# Instructions to follow:
Exact copy, no pictures: output each line below as it stands.
______
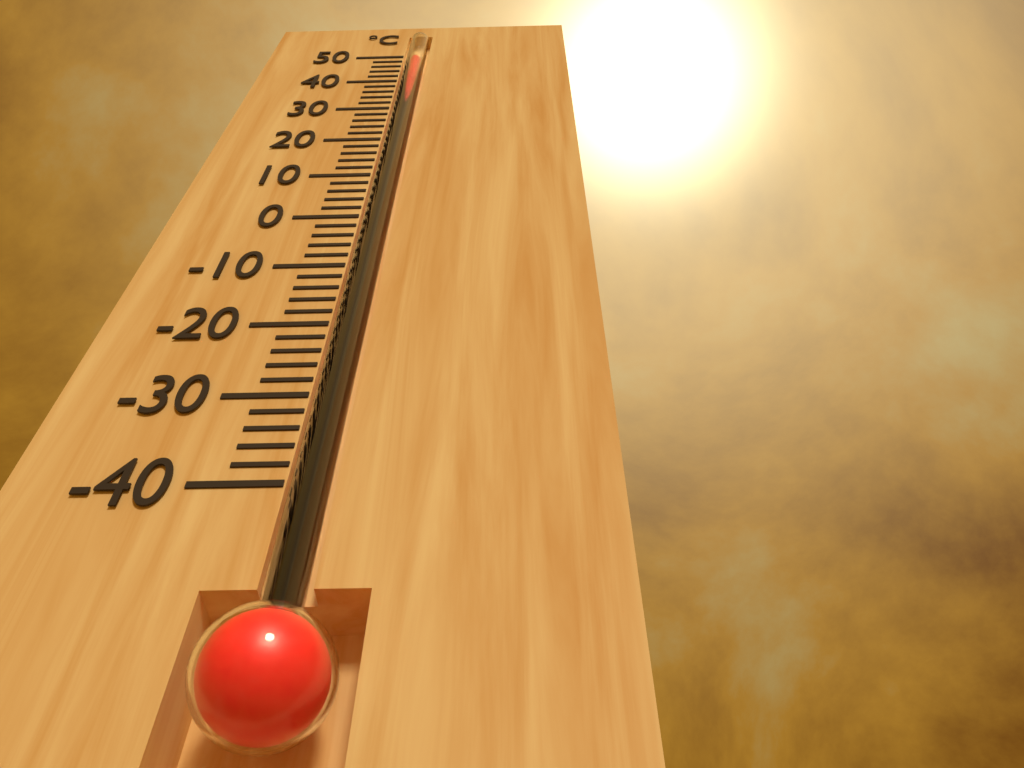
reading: 48 °C
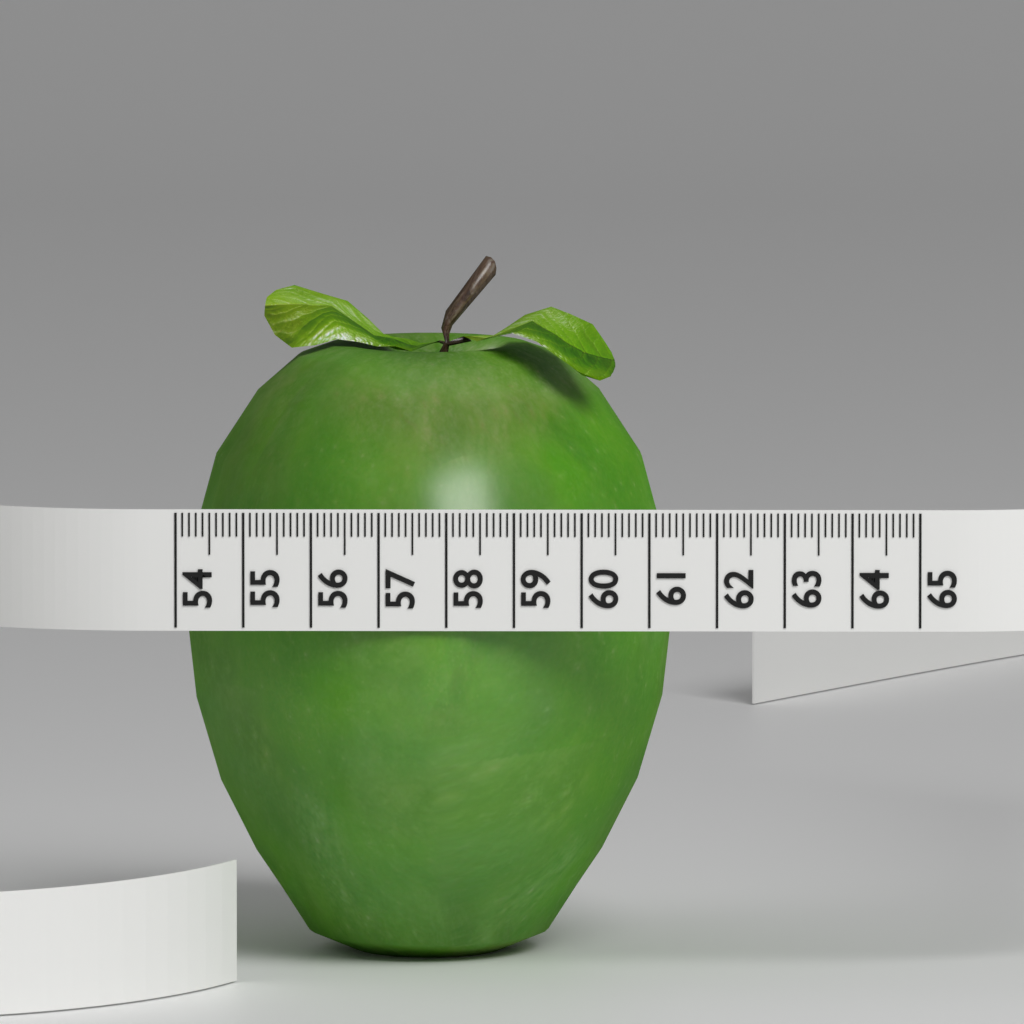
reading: 61.3 (no unit)
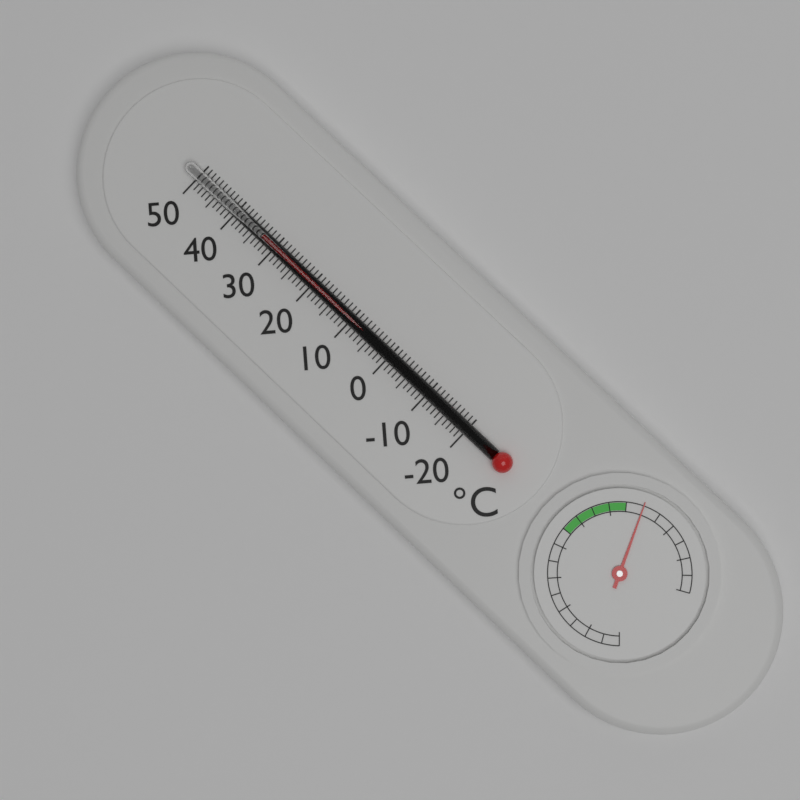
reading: 33 °C
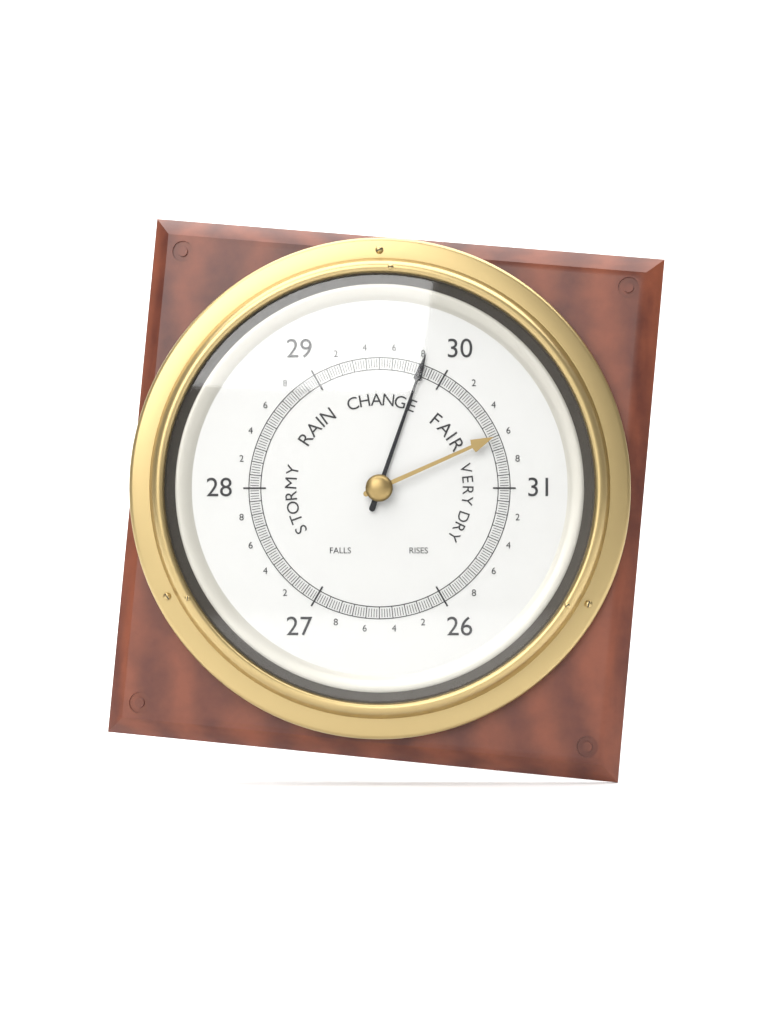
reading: 29.82 (no unit)
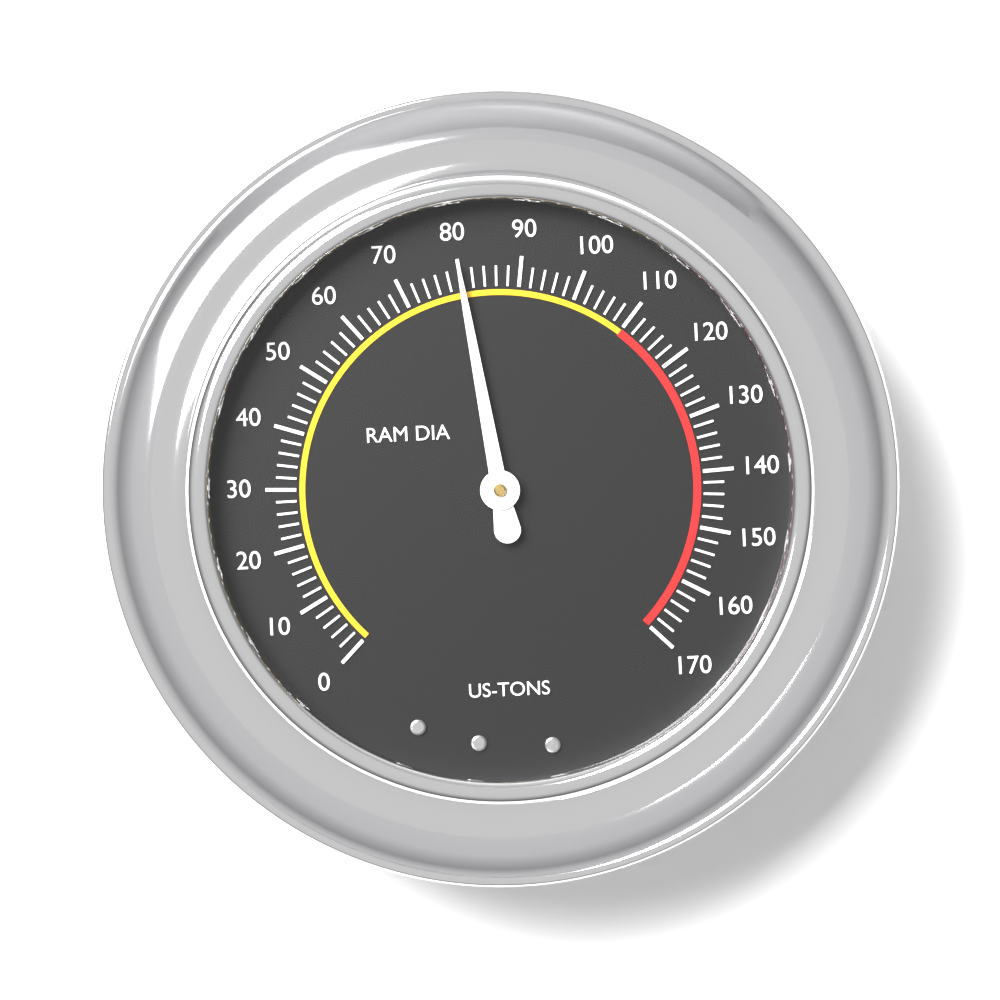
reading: 80 US-TONS
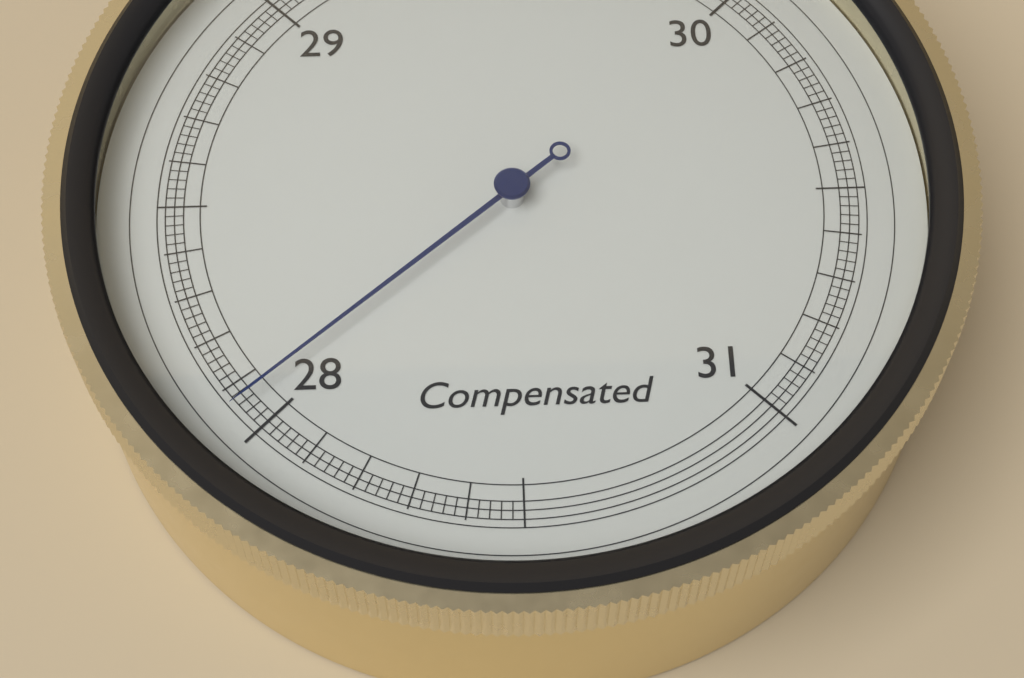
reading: 28.06 inHg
______
# Answer box:
reading: 48 °C
reading: 61.3 (no unit)
reading: 33 °C
reading: 29.82 (no unit)
reading: 80 US-TONS
reading: 28.06 inHg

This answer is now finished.